Our bibliographies were—in the case of trade books—an ethical decision.

There is a clear demand for publicly accessible history across a variety of media: trade books, podcasts, YouTube channels, TikTok reels, blogs, Reddit forums, and more. People want to learn about the past. More than that, they want to engage with the stuff of that past, the detail of material culture and literary texts left by people and societies long ago. They want to think about long-term trends and big-picture narratives, and to connect that knowledge to the contemporary world around them.

A traditional, nonhierarchical list of reading, most of which is not available without access to a university library, does not help them do this. An alphabetical-by-last-name list of sources doesn’t help our publics navigate the ever-increasing number of resources we have to study the past. And certain practices will be unclear to the nonexpert reader. For example, many academics cite work that they are fundamentally disagreeing with (academically or ethically), and even work that their own disproves. But when nonexperts have not been trained how to cross-reference such bibliographic entries with the relevant passages in the text and associated footnotes, we risk sending them down the garden path. This ethically compromises us as scholars and is unfair to our readers as well as our colleagues.

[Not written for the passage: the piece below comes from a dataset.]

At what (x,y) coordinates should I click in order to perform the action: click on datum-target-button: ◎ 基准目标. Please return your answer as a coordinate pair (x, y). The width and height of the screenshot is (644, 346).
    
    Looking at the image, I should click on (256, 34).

Not every trade book should embrace discursive bibliographies as we and many colleagues have done (see, for example, Mary Beard’s SPQR: A History of Ancient Rome [Liveright, 2015] and Naoíse Mac Sweeney’s The West: A New History in Fourteen Lives [Dutton, 2023]). There are as many options for gently guiding an engaged public audience through the methodologies of history as there are citation formats in academic publishing. We are arguing, however, that we should engage more deeply with this range of options and normalize alternative approaches. A historian’s toolbox has many different tools in it; let’s use more of them.

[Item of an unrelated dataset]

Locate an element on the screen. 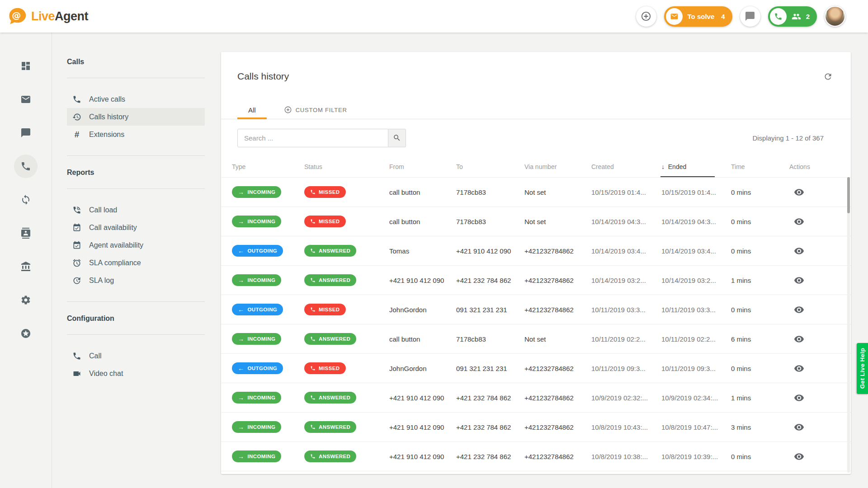 Image resolution: width=868 pixels, height=488 pixels. section-title: Calls is located at coordinates (137, 62).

We also believe that thinking more deeply about this practice will make us better scholars. Taking the time to explain which sources are better for what use and why pushes us to reconnect with our material and consider it from new angles, to think reflectively and reflexively about our scholarly choices, and to explicitly articulate our citation ethics. It reminds us that good research is always collaborative—and it conveys that message to our readers, expert and nonexpert. In curating accessibly formatted research by academic scholars, Rhiannon’s annotated bibliography offers an expanded idea of what constitutes “scholarship.” In articulating the choices that underpin their selection of further reading and associated guidance, Matthew and David’s reference essays lay out the choices that academics make every day—consciously or subconsciously. The process of writing these discursive essays allowed us all to consider our ethics and practices, and we hope it helps other scholars to do the same.

Let’s make sure we invite everyone to explore the past with us, and make them feel welcome by offering them guided tours. After all, we want everyone to share in our histories.

Rhiannon Garth Jones is a postdoctoral teaching fellow in global medieval history at the University of Leeds. Matthew Gabriele is a professor in the Department of Religion and Culture at Virginia Tech.

This work is licensed under a Creative Commons Attribution-NonCommercial-NoDerivatives 4.0 International License. Attribution must provide author name, article title, Perspectives on History, date of publication, and a link to this page. This license applies only to the article, not to text or images used here by permission.